Throughout his long career at Channel 4 and particularly in the post-Brexit years leading up to his retirement in 2021, Snow was often accused by his critics on the right wing of politics and media of being biased towards lefty causes. In 2017 he was even alleged to have chanted “F**k the Tories” after being swept up in a moment at Glastonbury music festival.
In The State of Us, Snow untethers himself from the ropes of broadcasting impartiality and finally lets fly his opinions on everything from government spending to Boris Johnson to the Iraq War started by Tony Blair. In doing so, he confirms a badly kept secret of British media: Snow is and always has been a socially-conscious liberal with fairly orthodox left-wing views.
The book is not a behind-the-scenes tell-all in which Snow titillates the reader with ripping anecdotes and gossip. It uses stories he has covered and reflections on his privileged upbringing to build a platform upon which to mount his charge against social injustice. “Inequality is the story behind so many stories. It is the key issue at the heart of everything that is going on today,” he writes.
It’s serious stuff, yet there is also a deftness to Snow’s writing. It is unfussy and unpretentious, sure of what it wants to say. But Snow overdoes it at times with performative self-deprecation that may be a form of inverted vanity or insecurity. He wants a little too much to be liked by his readers.

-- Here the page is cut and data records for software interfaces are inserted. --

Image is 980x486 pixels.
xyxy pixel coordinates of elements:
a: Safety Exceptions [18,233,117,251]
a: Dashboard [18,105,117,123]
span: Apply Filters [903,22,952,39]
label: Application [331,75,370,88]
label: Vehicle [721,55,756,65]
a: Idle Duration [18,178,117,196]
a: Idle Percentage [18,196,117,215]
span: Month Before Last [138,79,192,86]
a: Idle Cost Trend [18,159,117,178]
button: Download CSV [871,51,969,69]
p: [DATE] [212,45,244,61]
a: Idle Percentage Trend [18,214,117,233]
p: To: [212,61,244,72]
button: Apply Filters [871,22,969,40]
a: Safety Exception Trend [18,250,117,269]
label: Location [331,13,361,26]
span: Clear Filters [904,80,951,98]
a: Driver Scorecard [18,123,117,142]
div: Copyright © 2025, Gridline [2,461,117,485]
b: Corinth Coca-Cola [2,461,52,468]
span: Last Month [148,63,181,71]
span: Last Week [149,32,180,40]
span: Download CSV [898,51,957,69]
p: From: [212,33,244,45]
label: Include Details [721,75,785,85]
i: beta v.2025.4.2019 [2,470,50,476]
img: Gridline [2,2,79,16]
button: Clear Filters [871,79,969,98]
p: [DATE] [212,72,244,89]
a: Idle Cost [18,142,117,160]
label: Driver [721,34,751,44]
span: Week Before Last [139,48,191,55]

In his assessment of issues such as the need for more public investment in housing, or the failures of Brexit, or the dynamics that have turned Russia into the menace that it is today, Snow is coherent and consistent: that a blithe acceptance of inequality is the cause of many ills.
While he remains generally disciplined about not dishing too much salacious dirt from his long career as a journalist, he does indulge in some pithy verdicts on most of the UK prime ministers he has interviewed over the years. He reveals a mutual affection between himself and Maggie Thatcher, who used to flirt with him even though they disagreed politically.

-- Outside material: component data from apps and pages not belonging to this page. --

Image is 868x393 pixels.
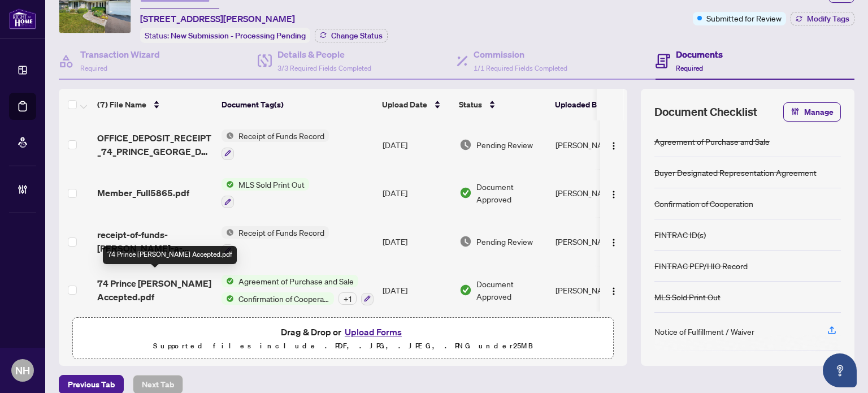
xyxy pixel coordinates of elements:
[655,259,748,272] div: FINTRAC PEP/HIO Record
[234,129,329,142] span: Receipt of Funds Record
[217,89,378,120] th: Document Tag(s)
[824,354,857,387] button: Open asap
[454,89,551,120] th: Status
[379,169,455,217] td: [DATE]
[605,136,623,154] button: Logo
[97,228,212,255] span: receipt-of-funds-[PERSON_NAME]-a-[PERSON_NAME]-20250905-100724.pdf
[222,226,329,257] button: Status IconReceipt of Funds Record
[804,103,834,121] span: Manage
[15,363,30,379] span: NH
[73,317,614,359] span: Drag & Drop orUpload FormsSupported files include .PDF, .JPG, .JPEG, .PNG under25MB
[379,266,455,314] td: [DATE]
[477,235,533,248] span: Pending Review
[655,104,757,120] span: Document Checklist
[655,228,706,241] div: FINTRAC ID(s)
[552,120,636,169] td: [PERSON_NAME]
[234,226,329,238] span: Receipt of Funds Record
[552,266,636,314] td: [PERSON_NAME]
[552,169,636,217] td: [PERSON_NAME]
[234,292,334,305] span: Confirmation of Cooperation
[80,339,607,353] p: Supported files include .PDF, .JPG, .JPEG, .PNG under 25 MB
[278,48,371,61] h4: Details & People
[222,292,234,305] img: Status Icon
[81,64,107,72] span: Required
[92,89,217,120] th: (7) File Name
[378,89,454,120] th: Upload Date
[655,325,755,338] div: Notice of Fulfillment / Waiver
[9,8,36,29] img: logo
[605,184,623,202] button: Logo
[97,186,190,200] span: Member_Full5865.pdf
[338,292,357,305] div: + 1
[655,291,721,303] div: MLS Sold Print Out
[278,64,371,72] span: 3/3 Required Fields Completed
[609,141,619,150] img: Logo
[222,129,234,142] img: Status Icon
[97,276,212,304] span: 74 Prince [PERSON_NAME] Accepted.pdf
[609,238,619,247] img: Logo
[655,166,817,179] div: Buyer Designated Representation Agreement
[707,12,782,24] span: Submitted for Review
[609,190,619,199] img: Logo
[222,178,309,209] button: Status IconMLS Sold Print Out
[676,48,723,61] h4: Documents
[234,178,309,191] span: MLS Sold Print Out
[655,197,754,210] div: Confirmation of Cooperation
[97,131,212,159] span: OFFICE_DEPOSIT_RECEIPT_74_PRINCE_GEORGE_DR.pdf
[281,325,405,339] span: Drag & Drop or
[609,286,619,296] img: Logo
[460,139,472,151] img: Document Status
[222,129,329,160] button: Status IconReceipt of Funds Record
[460,284,472,296] img: Document Status
[808,15,850,23] span: Modify Tags
[676,64,703,72] span: Required
[97,98,146,111] span: (7) File Name
[552,217,636,266] td: [PERSON_NAME]
[783,102,841,122] button: Manage
[382,98,427,111] span: Upload Date
[222,275,234,287] img: Status Icon
[315,29,388,43] button: Change Status
[222,178,234,191] img: Status Icon
[477,278,546,302] span: Document Approved
[605,281,623,299] button: Logo
[477,181,546,205] span: Document Approved
[103,246,237,265] div: 74 Prince [PERSON_NAME] Accepted.pdf
[342,325,405,339] button: Upload Forms
[460,186,472,199] img: Document Status
[791,12,855,25] button: Modify Tags
[551,89,635,120] th: Uploaded By
[605,233,623,250] button: Logo
[460,235,472,248] img: Document Status
[81,48,160,61] h4: Transaction Wizard
[473,48,567,61] h4: Commission
[473,64,567,72] span: 1/1 Required Fields Completed
[170,30,306,40] span: New Submission - Processing Pending
[234,275,358,287] span: Agreement of Purchase and Sale
[140,28,311,43] div: Status:
[379,217,455,266] td: [DATE]
[379,120,455,169] td: [DATE]
[140,12,295,25] span: [STREET_ADDRESS][PERSON_NAME]
[477,139,533,151] span: Pending Review
[222,275,374,306] button: Status IconAgreement of Purchase and SaleStatus IconConfirmation of Cooperation+1
[655,135,770,148] div: Agreement of Purchase and Sale
[332,32,383,39] span: Change Status
[222,226,234,238] img: Status Icon
[459,98,482,111] span: Status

He dismisses Johnson as a “chancer”, and David Cameron as ultimately “superficial”. He admired Gordon Brown’s social conscience but considered him a “slightly tragic figure” due to his failure to break ranks and oppose the Iraq War.
Snow only occasionally falls into the trap of accusing those with whom he politically disagrees of having moral failings, or of being driven by bad-faith motives. Sometimes people simply have different ideas on the best way to achieve things.
For all his skill at identifying society’s problems and his genuine desire to create a better world, Snow still falls down the hole into which so many other well-meaning liberals stumble. Ultimately, he gives little insight into how to go about fixing things beyond a vague call for change. He argues passionately that society must do this or that, but rarely does he say how.
As the book’s title suggests, Snow is adept at describing the state that Britain is currently in. This good book would be better if Snow was able to lay out in more detail how to plot a navigable route to a better future.